A B r i e f L i f e

The Beginning

My journey begins where many do. A feeling of stuckness.

It’s 2017 and I’m halfway through Law School, sick of reading statutes and comparing test scores. I’m only studying law because people say it’s prestigious and earns you money. I have a hunch there’s more to life. So, after some deliberation, I pack my bags, and in April of 2018, I set foot in a city that I believe will unstick me and set me free – London. Everything is about to change but I don’t know it yet.

At first, all goes well. I can taste freedom – I do what I want, when I want. I make my living in a cocktail bar, then a trendy café, then a Japanese restaurant. I am meeting beautiful people – vibrant, arty, clever people. I spend time in Portugal, swimming and eating, and I hug strangers on the street when England make the World Cup semis.

The Darkness

Then, out of nowhere, a darkness starts to brew. One night, I wake at 3 am, sweating and tense. I’m worrying about… death. Not necessarily my death, but death itself. What’s the point, if all of this ends? Why be here, if all that’s good is temporary? Why on earth is there something instead of nothing?

After all my years in rigid academic environments, I managed to break free and am finally saying hello to life. Part of the deal, it seems, is I have to say hello to death, too.

Things get darker and darker before they don’t. More sleepless evenings, more paralysis at 3 am. The darkness descends onto daytime. One morning I sit on a bench by the canal, looking at a friend under the rare blue sky, and I am possessed by the thought: Oh god. One day, all of this will be gone.

At this point, I am disturbed. My search begins.

The Search

I find yoga, I find meditation. I devote myself to these practices. Miraculously, they alleviate some of the pain. I go to Bali to train as a yoga teacher. When I return to Sydney, I spend the next three years in therapy working on my existential angst. Its severity waxes and wanes, and then, it settles.

But not for long. It’s now August 2022, and it’s the second time I will feel the intensity of the stuckness. When the darkness returns this time, I’m not overwhelmed by the beauty of travel but the harshness of work. I’m a new lawyer, having pushed myself through the rest of Law School, and I’m crying in the bathrooms. What’s running through my head: I have to do this job. I can’t let my boss or colleagues down. I can’t let my parents down.

Later, to cope, I take a few days off work. One afternoon during this time, in a state of spiritual inquiry (a process called The Work, by Byron Katie), and supported by people more awake than me, I realise on a deep, subconscious level:

I don’t have to do what I don’t want to do, just to please others.

I realise, then, that I am hoarding a whole stack of beliefs about what I should or shouldn’t do, and that they are in the way of my freedom. Although the fruits of my initial search, yoga and meditation, help, they only go so far until I am also willing to confront and challenge my belief system about what is allowed and what isn’t.

The Transformation

With a little bit of courage and a big lot of fear, I quit my job, move out of my Potts Point apartment, and drift from the people I had surrounded myself with. I feel guilt and I feel shame. Who am I without my achievements? I struggle with knowing I have disappointed my parents, colleagues, and, on some level, society. I wait quietly for a path that speaks to my soul.

In time, it comes, and I travel to the spiritual centre that is Ubud, Bali. For two months, in the tranquil solitude of my bungalow, I learn to listen to life without the noise of the culture that raised me. I notice what is true when no one asks anything of me, and I ask nothing of myself. I begin to accept parts of myself, and begin to derive worth from the inside, not the outside.

The Journey Continues

Since then, I’ve been tending to my heart and spirit. I feel each feeling. I observe my reactions. I question my beliefs with tenderness and patience. Beliefs like ‘I’m not good enough’, ‘I’m not attractive enough’, ‘I won’t be okay’, ‘People need to like me’, ‘The key to my happiness lies outside myself’.

And so, the journey continues. My fear of death hasn’t vanished, but my question has changed. Instead of ‘What is the point of life?’ I’m asking ‘How shall I live my life?

Part of living involves teaching yoga and sharing meditation, helping others come back to their true selves, just as I have been doing, on this brief journey, from stuckness to freedom.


## Required action
Please give the whole listing again exactly, without any of its pictures.

## Records for the task

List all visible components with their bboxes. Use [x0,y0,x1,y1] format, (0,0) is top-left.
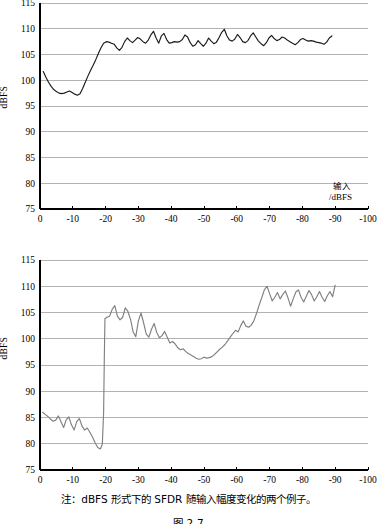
chart-top: 75808590951001051101150-10-20-30-40-50-6… [0,0,377,240]
svg-text:-10: -10 [66,475,79,485]
series-line [43,29,332,95]
svg-text:-80: -80 [296,214,309,224]
y-axis-label-top: dBFS [0,86,9,108]
x-axis-label-top-cn: 输入 [329,181,352,192]
svg-text:115: 115 [21,255,35,265]
svg-text:-100: -100 [359,214,377,224]
svg-text:115: 115 [21,0,35,8]
figure-number: 图 2-7 [0,515,377,524]
svg-text:95: 95 [26,360,36,370]
series-line [43,285,336,449]
svg-text:-100: -100 [359,475,377,485]
svg-text:-30: -30 [132,214,145,224]
svg-text:0: 0 [38,214,43,224]
svg-text:-30: -30 [132,475,145,485]
figure-caption: 注：dBFS 形式下的 SFDR 随输入幅度变化的两个例子。 [0,491,377,506]
svg-text:-90: -90 [329,475,342,485]
x-axis-label-top: 输入 /dBFS [329,181,352,202]
svg-text:105: 105 [21,50,36,60]
svg-text:-40: -40 [165,475,178,485]
svg-text:-60: -60 [230,214,243,224]
y-axis-label-bottom: dBFS [0,337,9,359]
svg-text:-50: -50 [198,475,211,485]
svg-text:75: 75 [26,204,36,214]
svg-text:-40: -40 [165,214,178,224]
svg-text:-80: -80 [296,475,309,485]
svg-text:-70: -70 [263,214,276,224]
svg-text:100: 100 [21,76,36,86]
svg-text:90: 90 [26,387,36,397]
svg-text:85: 85 [26,413,36,423]
svg-text:-10: -10 [66,214,79,224]
svg-text:85: 85 [26,153,36,163]
svg-text:0: 0 [38,475,43,485]
svg-text:-60: -60 [230,475,243,485]
svg-text:-20: -20 [99,214,112,224]
svg-text:110: 110 [21,24,35,34]
svg-text:110: 110 [21,282,35,292]
chart-bottom: 75808590951001051101150-10-20-30-40-50-6… [0,255,377,490]
svg-text:80: 80 [26,439,36,449]
svg-text:95: 95 [26,101,36,111]
svg-text:-90: -90 [329,214,342,224]
chart-bottom-plot: 75808590951001051101150-10-20-30-40-50-6… [0,255,377,490]
svg-text:-20: -20 [99,475,112,485]
svg-text:105: 105 [21,308,36,318]
svg-text:-50: -50 [198,214,211,224]
x-axis-label-top-unit: /dBFS [329,192,352,203]
svg-text:-70: -70 [263,475,276,485]
svg-text:80: 80 [26,179,36,189]
svg-text:75: 75 [26,465,36,475]
chart-top-plot: 75808590951001051101150-10-20-30-40-50-6… [0,0,377,240]
svg-text:90: 90 [26,127,36,137]
figure-page: 75808590951001051101150-10-20-30-40-50-6… [0,0,377,524]
svg-text:100: 100 [21,334,36,344]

## Completed task
List all visible components with their bboxes. Use [x0,y0,x1,y1] format, (0,0) is top-left.
chart-top: 75808590951001051101150-10-20-30-40-50-6… [0,0,377,240]
svg-text:-10: -10 [66,475,79,485]
series-line [43,29,332,95]
svg-text:-80: -80 [296,214,309,224]
y-axis-label-top: dBFS [0,86,9,108]
x-axis-label-top-cn: 输入 [329,181,352,192]
svg-text:115: 115 [21,255,35,265]
svg-text:-100: -100 [359,214,377,224]
svg-text:115: 115 [21,0,35,8]
figure-number: 图 2-7 [0,515,377,524]
svg-text:95: 95 [26,360,36,370]
series-line [43,285,336,449]
svg-text:-100: -100 [359,475,377,485]
svg-text:-30: -30 [132,214,145,224]
svg-text:0: 0 [38,214,43,224]
svg-text:-30: -30 [132,475,145,485]
figure-caption: 注：dBFS 形式下的 SFDR 随输入幅度变化的两个例子。 [0,491,377,506]
svg-text:-90: -90 [329,475,342,485]
x-axis-label-top: 输入 /dBFS [329,181,352,202]
svg-text:105: 105 [21,50,36,60]
svg-text:-40: -40 [165,475,178,485]
svg-text:-60: -60 [230,214,243,224]
y-axis-label-bottom: dBFS [0,337,9,359]
svg-text:-50: -50 [198,475,211,485]
svg-text:75: 75 [26,204,36,214]
svg-text:-40: -40 [165,214,178,224]
svg-text:-80: -80 [296,475,309,485]
svg-text:-70: -70 [263,214,276,224]
svg-text:100: 100 [21,76,36,86]
svg-text:90: 90 [26,387,36,397]
svg-text:85: 85 [26,413,36,423]
svg-text:-10: -10 [66,214,79,224]
svg-text:85: 85 [26,153,36,163]
svg-text:0: 0 [38,475,43,485]
svg-text:-60: -60 [230,475,243,485]
svg-text:-20: -20 [99,214,112,224]
svg-text:110: 110 [21,24,35,34]
svg-text:110: 110 [21,282,35,292]
chart-bottom: 75808590951001051101150-10-20-30-40-50-6… [0,255,377,490]
svg-text:80: 80 [26,439,36,449]
svg-text:95: 95 [26,101,36,111]
svg-text:-90: -90 [329,214,342,224]
chart-bottom-plot: 75808590951001051101150-10-20-30-40-50-6… [0,255,377,490]
svg-text:-20: -20 [99,475,112,485]
svg-text:105: 105 [21,308,36,318]
svg-text:-50: -50 [198,214,211,224]
x-axis-label-top-unit: /dBFS [329,192,352,203]
svg-text:-70: -70 [263,475,276,485]
svg-text:80: 80 [26,179,36,189]
svg-text:75: 75 [26,465,36,475]
chart-top-plot: 75808590951001051101150-10-20-30-40-50-6… [0,0,377,240]
svg-text:90: 90 [26,127,36,137]
figure-page: 75808590951001051101150-10-20-30-40-50-6… [0,0,377,524]
svg-text:100: 100 [21,334,36,344]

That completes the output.